No, DROPPING BOMBS and MISSILES on INNOCENT PEOPLE and KILLING THEM in VILLAGE RAIDS

In 30 years of war, Afghanistan is much worse off now in terms of literacy and social cohesion than it was before.

Think of it AmeriKa's "gift" to Afghanistan.

There are few institutions on which to build a stable democracy. Afghanistan is a tribal society in which people feel less connected to the state than their own local leaders.

Then LET'S LEAVE THEM ALONE!

We see the Taliban as bad and government forces as good.

AmeriKan narrow-mindedness again. Thanks, agenda-pushing, Muslim-hating, war-promoting MSM!

But Afghans see Tajiks with perhaps too much power in the capital, Uzbeks and Hazaras too with their own interests, while Pashtuns, who form the largest group, feel somewhat disenfranchised. Too many Pashtuns see the Taliban as representing their interests.

Well, DON'T THEY?

Wouldn't a MAJORITY feel that way if THEY were DISENFRANCHISED?

Americans disapprove of war lords because we want to see the state have a monopoly on violence, but to many Afghans, war lords are tribal, regional, and ethnic leaders for whom loyalty seems more deserving than the government in Kabul.

That is WITHOUT A DOUBT on of the most DISINGENUOUS COMMENTS I have EVER READ!

The recent and ludicrously corrupt elections show how hard it will be to instill a sense of what we call democracy for those who say that the traditional loya jirga, or shura, a meeting of tribal elders, is a better way of expressing government by the people and of the people than our style of elections.

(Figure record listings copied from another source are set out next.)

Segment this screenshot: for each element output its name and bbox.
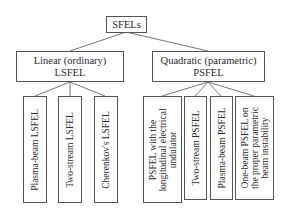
branch-node-linear: Linear (ordinary) LSFEL — [16, 51, 124, 82]
leaf-label-line1: PSFEL with the — [148, 108, 158, 191]
root-label: SFELs — [112, 19, 141, 31]
leaf-label-line1: One-beam PSFEL on — [240, 107, 250, 189]
leaf-label-line2: the proper parametric — [250, 107, 260, 189]
leaf-label-line2: longitudinal electrical — [158, 108, 168, 191]
leaf-two-stream-psfel: Two-stream PSFEL — [184, 96, 207, 200]
branch-label-line1: Linear (ordinary) — [34, 55, 107, 67]
leaf-cherenkovs-lsfel: Cherenkov's LSFEL — [94, 96, 118, 203]
leaf-plasma-beam-lsfel: Plasma-beam LSFEL — [23, 96, 47, 203]
leaf-psfel-longitudinal-undulator: PSFEL with the longitudinal electrical u… — [143, 96, 182, 203]
leaf-label: Two-stream LSFEL — [65, 112, 75, 188]
branch-label-line1: Quadratic (parametric) — [161, 55, 257, 67]
branch-label-line2: PSFEL — [193, 67, 223, 79]
leaf-one-beam-psfel: One-beam PSFEL on the proper parametric … — [235, 96, 274, 200]
leaf-label: Cherenkov's LSFEL — [101, 111, 111, 188]
branch-label-line2: LSFEL — [55, 67, 86, 79]
branch-node-quadratic: Quadratic (parametric) PSFEL — [152, 51, 265, 82]
root-node-sfels: SFELs — [106, 16, 147, 33]
leaf-label: PSFEL with the longitudinal electrical u… — [148, 108, 178, 191]
leaf-plasma-beam-psfel: Plasma-beam PSFEL — [210, 96, 233, 200]
leaf-two-stream-lsfel: Two-stream LSFEL — [58, 96, 82, 203]
leaf-label-line3: undulator — [168, 108, 178, 191]
leaf-label: Plasma-beam LSFEL — [30, 109, 40, 191]
leaf-label-line3: beam instability — [260, 107, 270, 189]
leaf-label: Two-stream PSFEL — [191, 110, 201, 185]
leaf-label: One-beam PSFEL on the proper parametric … — [240, 107, 270, 189]
leaf-label: Plasma-beam PSFEL — [217, 107, 227, 188]
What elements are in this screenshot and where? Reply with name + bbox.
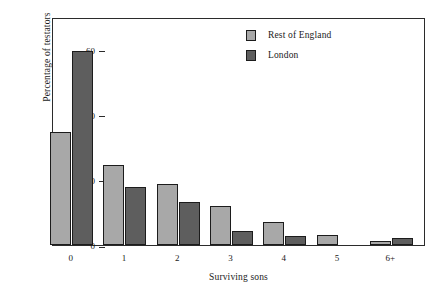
bar (232, 231, 253, 245)
bar (103, 165, 124, 245)
chart-legend: Rest of EnglandLondon (246, 25, 331, 65)
bar (210, 206, 231, 245)
bar (285, 236, 306, 245)
x-tick-label: 3 (211, 253, 251, 263)
legend-item: London (246, 45, 331, 65)
bar (157, 184, 178, 245)
bar (263, 222, 284, 245)
bar (317, 235, 338, 245)
y-tick-mark (99, 116, 105, 117)
y-axis-label: Percentage of testators (42, 0, 52, 137)
bar-chart-figure: Percentage of testators 0204060 0123456+… (0, 0, 439, 298)
legend-swatch-icon (246, 30, 256, 41)
bar (392, 238, 413, 245)
bar (125, 187, 146, 245)
x-tick-label: 2 (157, 253, 197, 263)
plot-area: 0204060 (52, 18, 425, 246)
y-tick-mark (99, 51, 105, 52)
bar (50, 132, 71, 245)
bar (179, 202, 200, 245)
legend-label: London (268, 50, 298, 60)
legend-swatch-icon (246, 50, 256, 61)
x-tick-label: 0 (51, 253, 91, 263)
bar (72, 51, 93, 245)
x-tick-label: 6+ (370, 253, 410, 263)
x-tick-label: 1 (104, 253, 144, 263)
x-tick-label: 4 (264, 253, 304, 263)
bar (370, 241, 391, 245)
legend-label: Rest of England (268, 30, 331, 40)
x-axis-label: Surviving sons (52, 272, 425, 282)
y-tick-mark (99, 247, 105, 248)
x-tick-label: 5 (317, 253, 357, 263)
legend-item: Rest of England (246, 25, 331, 45)
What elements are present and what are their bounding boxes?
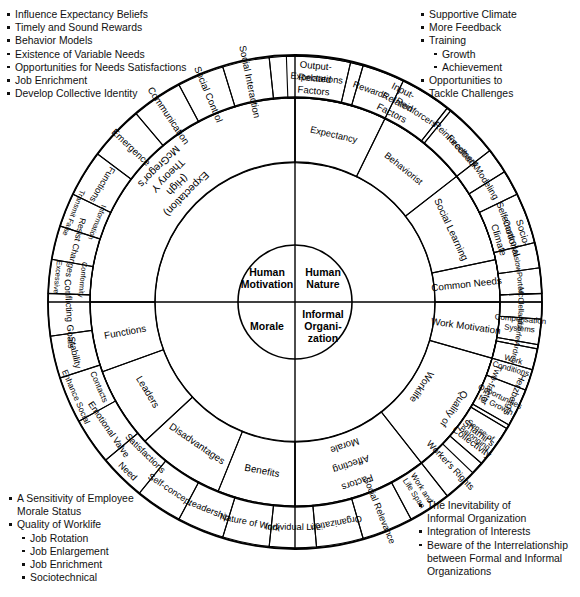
core-quadrant-informal-organization[interactable]: InformalOrgani-zation — [302, 308, 344, 343]
segment-label: Emotional Valve — [86, 399, 131, 459]
segment-label: Systems — [504, 323, 535, 335]
segment-label: Worker's Rights — [425, 438, 477, 492]
segment-label: Expectancy — [309, 124, 358, 145]
segment-label: Work Motivation — [430, 315, 501, 336]
human-behavior-wheel: ExpectationsRewardsReinforcersReinforcem… — [0, 0, 580, 597]
core-hub: HumanMotivationHumanNatureMoraleInformal… — [48, 55, 542, 549]
segment-label: Leaders — [134, 374, 162, 410]
segment-label: Affecting — [331, 453, 370, 476]
core-quadrant-label: Human — [249, 266, 285, 278]
core-quadrant-label: Human — [305, 266, 341, 278]
segment-label: Social Control — [192, 64, 225, 123]
core-quadrant-morale[interactable]: Morale — [250, 320, 284, 332]
segment-label: Functions — [103, 323, 147, 341]
core-quadrant-label: Informal — [302, 308, 344, 320]
core-quadrant-label: Morale — [250, 320, 284, 332]
segment-label: Need — [116, 460, 139, 483]
core-quadrant-label: zation — [308, 332, 338, 344]
segment-label: Common Needs — [431, 275, 503, 293]
core-quadrant-human-nature[interactable]: HumanNature — [305, 266, 341, 290]
core-quadrant-label: Motivation — [241, 278, 294, 290]
segment-label: Contacts — [88, 370, 110, 404]
segment-label: Disadvantages — [167, 421, 227, 467]
core-quadrant-label: Organi- — [304, 320, 342, 332]
segment-label: Morale — [328, 436, 360, 456]
segment-label: Functions — [87, 165, 117, 205]
core-quadrant-label: Nature — [306, 278, 339, 290]
segment-label: Communication — [146, 85, 192, 146]
segment-label: Related — [298, 71, 332, 85]
segment-label: Conflicting Goals — [62, 279, 76, 349]
segment-label: Output- — [299, 59, 332, 73]
segment-label: Social Interaction — [237, 44, 262, 118]
segment-label: Excessive — [51, 260, 63, 294]
segment-label: Factors — [297, 84, 330, 98]
segment-label: Conformity — [76, 262, 89, 299]
segment-label: Benefits — [244, 462, 281, 480]
segment-label: Social Learning — [432, 197, 471, 263]
segment-label: Behaviorist — [383, 150, 425, 187]
segment-label: Feedback — [445, 132, 482, 171]
segment-label: Worklife — [407, 369, 436, 405]
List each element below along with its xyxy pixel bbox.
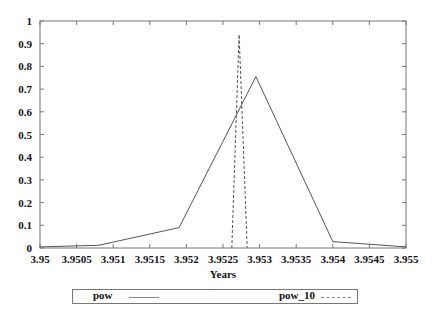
y-tick-label: 1: [27, 15, 33, 27]
y-tick-label: 0.3: [18, 174, 32, 186]
legend-swatch-solid: [129, 297, 159, 298]
y-tick-label: 0.4: [18, 151, 32, 163]
x-tick-label: 3.9545: [354, 253, 385, 265]
x-axis-title: Years: [210, 268, 237, 280]
series-lines: [40, 35, 406, 248]
x-tick-label: 3.951: [101, 253, 126, 265]
y-axis: 00.10.20.30.40.50.60.70.80.91: [18, 15, 406, 254]
line-chart: 00.10.20.30.40.50.60.70.80.91 3.953.9505…: [0, 0, 436, 317]
x-tick-label: 3.955: [394, 253, 419, 265]
x-tick-label: 3.952: [174, 253, 199, 265]
legend-label-pow: pow: [93, 289, 113, 301]
x-tick-label: 3.9535: [281, 253, 312, 265]
x-tick-label: 3.954: [320, 253, 345, 265]
y-tick-label: 0.9: [18, 38, 32, 50]
x-tick-label: 3.9505: [61, 253, 92, 265]
y-tick-label: 0.7: [18, 83, 32, 95]
x-tick-label: 3.9525: [208, 253, 239, 265]
x-tick-label: 3.95: [30, 253, 50, 265]
plot-frame: [40, 21, 406, 248]
y-tick-label: 0.8: [18, 60, 32, 72]
series-pow: [40, 77, 406, 247]
y-tick-label: 0.1: [18, 219, 32, 231]
x-tick-label: 3.953: [247, 253, 272, 265]
legend-swatch-dashed: [321, 297, 351, 298]
legend: pow pow_10: [72, 289, 358, 304]
y-tick-label: 0.6: [18, 106, 32, 118]
x-axis: 3.953.95053.9513.95153.9523.95253.9533.9…: [30, 21, 419, 265]
y-tick-label: 0.2: [18, 197, 32, 209]
series-pow-10: [232, 35, 247, 248]
legend-label-pow-10: pow_10: [279, 289, 315, 301]
x-tick-label: 3.9515: [135, 253, 166, 265]
y-tick-label: 0.5: [18, 129, 32, 141]
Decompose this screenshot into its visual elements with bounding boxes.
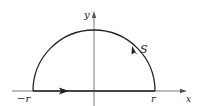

When you commit ever more troops to a theater, “force protection’’ - the need to protect your own soldiers - becomes a dominant factor regardless of what those soldiers were supposed to achieve by being there....

One has to ask why, after eight years, our Afghans cannot stand up to the Taliban, any more than Russia’s Afghans could stand up to the Mujahedeen in the 1980s.

Because SOME of them are WORKING for the CIA, duh!

For that matter, why could our Vietnamese not stand up to Ho Chi Minh’s Vietnamese? Could it be that our Afghans are being increasingly perceived as puppets?

Could it be that PEOPLE ARE DEFENDING THEIR HOMES and LIVES?

Obama should not abandon Afghanistan. International efforts to develop the country should continue, and force levels should be kept to the level necessary to keep Al Qaeda from regaining a foothold.

But we stand at a crossroads. We can keep a sustainable military and civilian effort in play in Afghanistan, or we can basically take over the country and face down the growing civil and holy wars that have little to do with the reason we invaded Afghanistan in the first place....

Oh, LOOK at the IMPERIALISTIC HUBRIS!!!!!!!!

I would like to know WHERE we are going to get the TROOPS to "face down" the "enemy?" Or do you just plan to annihilate them all from on high?

Rather than becoming the new Russians who found themselves hated foreigners, we should accept more modest goals. The history of Afghanistan suggests that we are not equipped to make over the country to our liking, and the history of the United States suggests that Americans give up these efforts sooner rather than later....

Yeah, bit the WAR-MAKERS in CONTROL of GOVERNMENT DO NOT!!!!

Americans are not interested in hundred-year wars....

No, but WE ARE GOING TO GET ONE ANYWAY!!!!!!